• Problem details:
Your job is to copy every record exactly.

• Extracted information:

⁂

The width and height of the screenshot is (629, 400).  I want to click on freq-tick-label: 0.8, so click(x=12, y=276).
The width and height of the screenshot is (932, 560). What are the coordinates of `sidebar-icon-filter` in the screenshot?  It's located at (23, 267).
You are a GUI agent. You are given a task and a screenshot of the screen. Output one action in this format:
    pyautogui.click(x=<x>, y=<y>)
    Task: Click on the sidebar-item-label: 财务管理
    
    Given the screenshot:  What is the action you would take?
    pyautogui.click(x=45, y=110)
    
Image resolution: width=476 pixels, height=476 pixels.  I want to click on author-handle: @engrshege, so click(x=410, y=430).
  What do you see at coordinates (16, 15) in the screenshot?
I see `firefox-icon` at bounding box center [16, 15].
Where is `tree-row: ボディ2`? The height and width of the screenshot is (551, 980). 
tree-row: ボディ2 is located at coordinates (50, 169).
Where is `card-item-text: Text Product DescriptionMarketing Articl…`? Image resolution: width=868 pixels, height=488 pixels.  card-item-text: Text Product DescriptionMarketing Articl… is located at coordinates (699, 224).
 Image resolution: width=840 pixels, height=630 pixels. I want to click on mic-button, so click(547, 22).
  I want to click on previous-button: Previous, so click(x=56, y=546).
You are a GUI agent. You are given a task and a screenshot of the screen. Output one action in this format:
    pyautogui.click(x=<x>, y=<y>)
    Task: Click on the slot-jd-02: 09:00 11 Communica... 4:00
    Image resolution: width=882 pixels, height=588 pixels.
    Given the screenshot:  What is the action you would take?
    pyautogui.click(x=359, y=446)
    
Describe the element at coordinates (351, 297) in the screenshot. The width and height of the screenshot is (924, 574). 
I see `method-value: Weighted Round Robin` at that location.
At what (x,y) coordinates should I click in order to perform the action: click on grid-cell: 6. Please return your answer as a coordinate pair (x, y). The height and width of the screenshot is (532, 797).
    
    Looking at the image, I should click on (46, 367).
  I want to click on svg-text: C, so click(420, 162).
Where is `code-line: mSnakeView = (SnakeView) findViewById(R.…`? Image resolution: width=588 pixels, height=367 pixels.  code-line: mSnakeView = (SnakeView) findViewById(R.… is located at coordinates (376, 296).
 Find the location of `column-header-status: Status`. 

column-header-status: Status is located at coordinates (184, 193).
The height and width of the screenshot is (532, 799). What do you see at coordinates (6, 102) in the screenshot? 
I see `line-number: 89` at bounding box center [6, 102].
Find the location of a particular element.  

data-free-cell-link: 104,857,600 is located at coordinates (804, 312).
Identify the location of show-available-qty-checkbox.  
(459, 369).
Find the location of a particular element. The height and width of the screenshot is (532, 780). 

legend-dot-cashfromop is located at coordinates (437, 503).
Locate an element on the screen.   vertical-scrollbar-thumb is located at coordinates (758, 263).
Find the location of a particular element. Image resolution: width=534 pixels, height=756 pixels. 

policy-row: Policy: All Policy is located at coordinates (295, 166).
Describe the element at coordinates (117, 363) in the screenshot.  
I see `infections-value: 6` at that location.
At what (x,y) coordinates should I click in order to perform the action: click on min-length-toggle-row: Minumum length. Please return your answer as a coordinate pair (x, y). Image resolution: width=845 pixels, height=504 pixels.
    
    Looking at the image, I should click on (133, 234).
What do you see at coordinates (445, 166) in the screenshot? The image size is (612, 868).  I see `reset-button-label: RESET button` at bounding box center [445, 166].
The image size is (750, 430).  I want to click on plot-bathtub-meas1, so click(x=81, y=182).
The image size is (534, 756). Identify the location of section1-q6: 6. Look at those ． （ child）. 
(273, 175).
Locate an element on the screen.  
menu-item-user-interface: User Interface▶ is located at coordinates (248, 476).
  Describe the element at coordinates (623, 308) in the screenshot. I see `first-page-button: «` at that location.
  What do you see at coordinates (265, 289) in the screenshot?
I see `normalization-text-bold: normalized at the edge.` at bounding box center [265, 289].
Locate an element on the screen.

⁂

• Reply:
The width and height of the screenshot is (629, 400).  I want to click on freq-tick-label: 0.8, so click(x=12, y=276).
The width and height of the screenshot is (932, 560). What are the coordinates of `sidebar-icon-filter` in the screenshot?  It's located at (23, 267).
You are a GUI agent. You are given a task and a screenshot of the screen. Output one action in this format:
    pyautogui.click(x=<x>, y=<y>)
    Task: Click on the sidebar-item-label: 财务管理
    
    Given the screenshot:  What is the action you would take?
    pyautogui.click(x=45, y=110)
    
Image resolution: width=476 pixels, height=476 pixels.  I want to click on author-handle: @engrshege, so click(x=410, y=430).
  What do you see at coordinates (16, 15) in the screenshot?
I see `firefox-icon` at bounding box center [16, 15].
Where is `tree-row: ボディ2`? The height and width of the screenshot is (551, 980). 
tree-row: ボディ2 is located at coordinates (50, 169).
Where is `card-item-text: Text Product DescriptionMarketing Articl…`? Image resolution: width=868 pixels, height=488 pixels.  card-item-text: Text Product DescriptionMarketing Articl… is located at coordinates (699, 224).
 Image resolution: width=840 pixels, height=630 pixels. I want to click on mic-button, so click(547, 22).
  I want to click on previous-button: Previous, so click(x=56, y=546).
You are a GUI agent. You are given a task and a screenshot of the screen. Output one action in this format:
    pyautogui.click(x=<x>, y=<y>)
    Task: Click on the slot-jd-02: 09:00 11 Communica... 4:00
    Image resolution: width=882 pixels, height=588 pixels.
    Given the screenshot:  What is the action you would take?
    pyautogui.click(x=359, y=446)
    
Describe the element at coordinates (351, 297) in the screenshot. The width and height of the screenshot is (924, 574). 
I see `method-value: Weighted Round Robin` at that location.
At what (x,y) coordinates should I click in order to perform the action: click on grid-cell: 6. Please return your answer as a coordinate pair (x, y). The height and width of the screenshot is (532, 797).
    
    Looking at the image, I should click on (46, 367).
  I want to click on svg-text: C, so click(420, 162).
Where is `code-line: mSnakeView = (SnakeView) findViewById(R.…`? Image resolution: width=588 pixels, height=367 pixels.  code-line: mSnakeView = (SnakeView) findViewById(R.… is located at coordinates (376, 296).
 Find the location of `column-header-status: Status`. 

column-header-status: Status is located at coordinates (184, 193).
The height and width of the screenshot is (532, 799). What do you see at coordinates (6, 102) in the screenshot? 
I see `line-number: 89` at bounding box center [6, 102].
Find the location of a particular element.  

data-free-cell-link: 104,857,600 is located at coordinates (804, 312).
Identify the location of show-available-qty-checkbox.  
(459, 369).
Find the location of a particular element. The height and width of the screenshot is (532, 780). 

legend-dot-cashfromop is located at coordinates (437, 503).
Locate an element on the screen.   vertical-scrollbar-thumb is located at coordinates (758, 263).
Find the location of a particular element. Image resolution: width=534 pixels, height=756 pixels. 

policy-row: Policy: All Policy is located at coordinates (295, 166).
Describe the element at coordinates (117, 363) in the screenshot.  
I see `infections-value: 6` at that location.
At what (x,y) coordinates should I click in order to perform the action: click on min-length-toggle-row: Minumum length. Please return your answer as a coordinate pair (x, y). Image resolution: width=845 pixels, height=504 pixels.
    
    Looking at the image, I should click on (133, 234).
What do you see at coordinates (445, 166) in the screenshot? The image size is (612, 868).  I see `reset-button-label: RESET button` at bounding box center [445, 166].
The image size is (750, 430).  I want to click on plot-bathtub-meas1, so click(x=81, y=182).
The image size is (534, 756). Identify the location of section1-q6: 6. Look at those ． （ child）. 
(273, 175).
Locate an element on the screen.  
menu-item-user-interface: User Interface▶ is located at coordinates (248, 476).
  Describe the element at coordinates (623, 308) in the screenshot. I see `first-page-button: «` at that location.
  What do you see at coordinates (265, 289) in the screenshot?
I see `normalization-text-bold: normalized at the edge.` at bounding box center [265, 289].
Locate an element on the screen.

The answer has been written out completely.